Vodafone Spain is to have a new CEO from 1 November. The current chief Antonio Coimbra is heading upstairs to become non-executive Chairman and will be replaced by Colman Deegan, who moves over from running Vodafone Turkey.
National operator TIM (Telecom Italia) says it has deployed FTTx technology in more than 2,700 municipalities in Italy in the past seven months as it aims to expand its “ultrabroadband” coverage and “close the digital divide in Italy by 2021,” with much of its recent rollout focus on so-called “white areas” (rural and other harder-to-connect areas). The operator says more than 5,000 municipalities will have fibre infrastructure by the end of the year, up from 4,700, currently, and that it is using fixed wireless access (FWA) technology as part its options to reach end users. TIM, of course, is in line to combine its fixed access network assets with those of Open Fiber to make one national broadband giant. For more on its recent investments, see this press release.

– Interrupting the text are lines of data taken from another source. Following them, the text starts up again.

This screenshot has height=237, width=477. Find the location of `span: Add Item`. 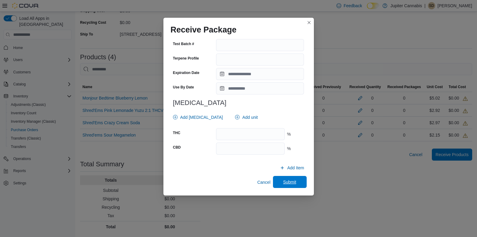

span: Add Item is located at coordinates (296, 168).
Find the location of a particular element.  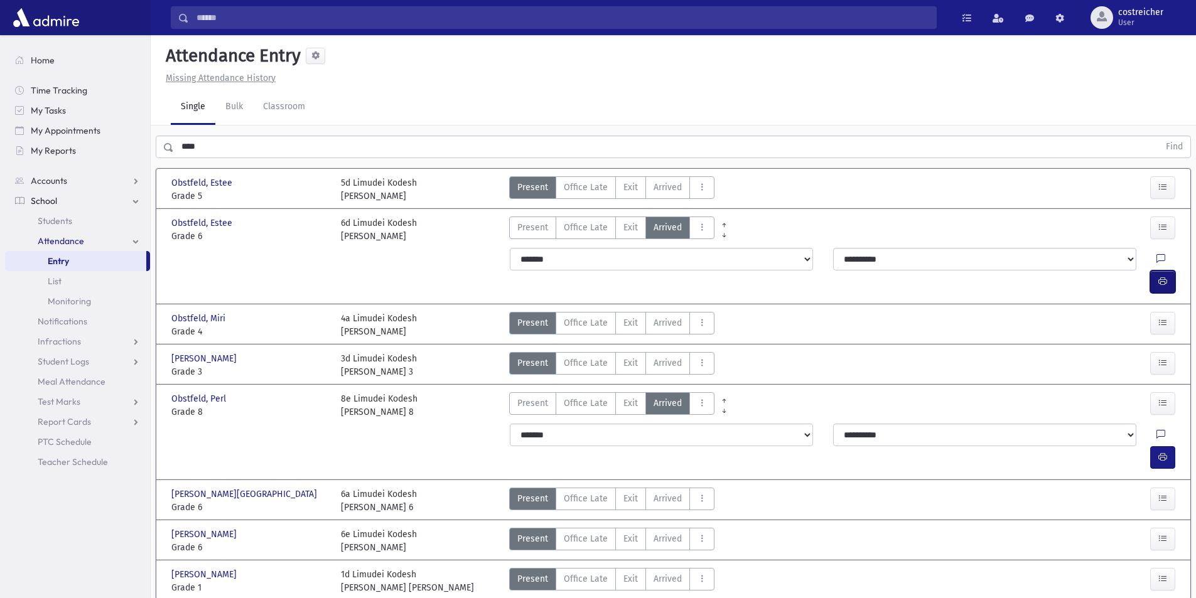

Still with TIM, it has finalized, with co-investor Ardian, the structure of its holding in towers company INWIT. Daphne 3 is a new holding company that owns a 30.2% stake in INWIT, with TIM holding a 51% stake in Daphne 3 and Ardian holding the remaining 49%. For the full details, see this announcement.
With its eye on helping enterprises and CSPs secure their Kubernetes-based cloud native platforms, Cisco has agreed to acquire Israeli startup Portshift, which is focused on application security solutions. The deal is worth a reported $100 million. In a blog about the move, Cisco noted that “In order to help and empower our customers and partners, Cisco aims to deliver security solutions for these cloud-native development environments and to add application security constructs much earlier in the development lifecycle – a paradigm being referred to as Shift Left.” The acquisition of Portshift helps that strategy as its team “is building capabilities that span a large portion of the lifecycle of the cloud-native application. They bring cloud native application security capabilities and expertise for containers and service meshes for Kubernetes environments to Cisco, which will allow us to move toward the delivery of security for all phases of the application development lifecycle.” Read the full blog here.
The security of Huawei’s network technology, particularly in the fixed access domain, has come in for heavy criticism in the most recent annual report issued by the HCSEC (Huawei Cyber Security Evaluation Centre) Oversight Board, which covers 2019. A number of concerns were raised, including that Huawei had not acted on vulnerabilities in its technology previously identified by the Board, but particular concern was raised about issues with the Chinese vendor’s fixed access network equipment. The vulnerabilities were such that “during 2019 UK operators needed to take extraordinary action to mitigate the risk. Huawei have since fixed the specific vulnerabilities in the UK, but in doing so, introduced an additional major issue into the product, adding further evidence that deficiencies in Huawei’s engineering processes remain today. In this example, the code quality in these user-facing protocol handlers was sufficiently poor that NCSC has required Huawei to fully rewrite the code, and rearchitect the product’s security. Huawei have committed to doing so by June 2020.” Huawei has always made the point that only its technology is subject to such evaluation in the UK, a valid point but one that doesn’t lessen the magnitude of the HCSEC’s findings: What the same processes might uncover if applied to technology from other suppliers is anyone’s guess. You can check out the full report here.
CommScope has appointed Charles ‘Chuck’ Treadway as its new CEO. Read more.
South Korean operator SK Telecom is planning an IPO of a number of its subsidiaries, according to The Korea Herald.